Le Bon’s paranoia around collective politics continues to inform policing today and encourages officers to view protesters and dissidents as objects to be controlled, rather than as subjects expressing their rights as human beings.
The authoritarian bias built into policing allowed cops to be instruments for the worst state violence and atrocities of the 20th century. In Germany, rather than building a new system from scratch, the Nazis turned the existing Weimar Police into a genocidal force. When he came to power in 1933, Adolf Hitler assured his support among police officers by increasing both their budgets and their capacity for social repression.

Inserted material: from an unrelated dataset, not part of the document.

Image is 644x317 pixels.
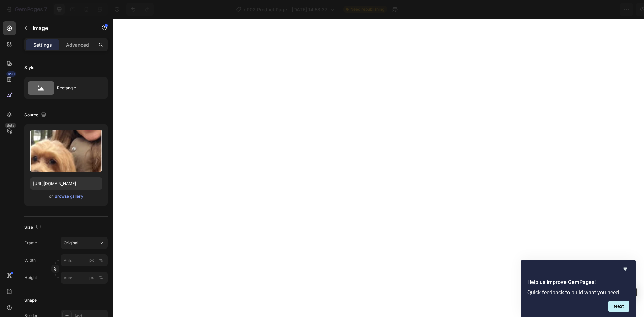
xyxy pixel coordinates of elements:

Almost a century later, the recent events in the US show that every ostensible liberal democracy has failed to resolve police violence against civilian populations. In cities as disparate as New York and Johannesburg, police services are empowered to use military-grade equipment and counter-insurgency tactics honed in warzones to enforce order.
While other social institutions fall into underfunded neglect, police departments are richly supported in endless “wars” on crime, drugs and terror. The expansion of police powers has been fuelled by conservative ideologies around disorder and “broken windows” policing, which regulates space and society “appropriate for capital, targeting the poor, people of colour, queers, trans and gender-nonconforming people, immigrants, the homeless and youth when their existence is not conducive to the accumulation process”.
Despite pro-police public relations exercises and a media that often uncritically romanticises cops, the business of policing remains fundamentally fixed on patrolling segregation, inequality and illegitimate hierarchies.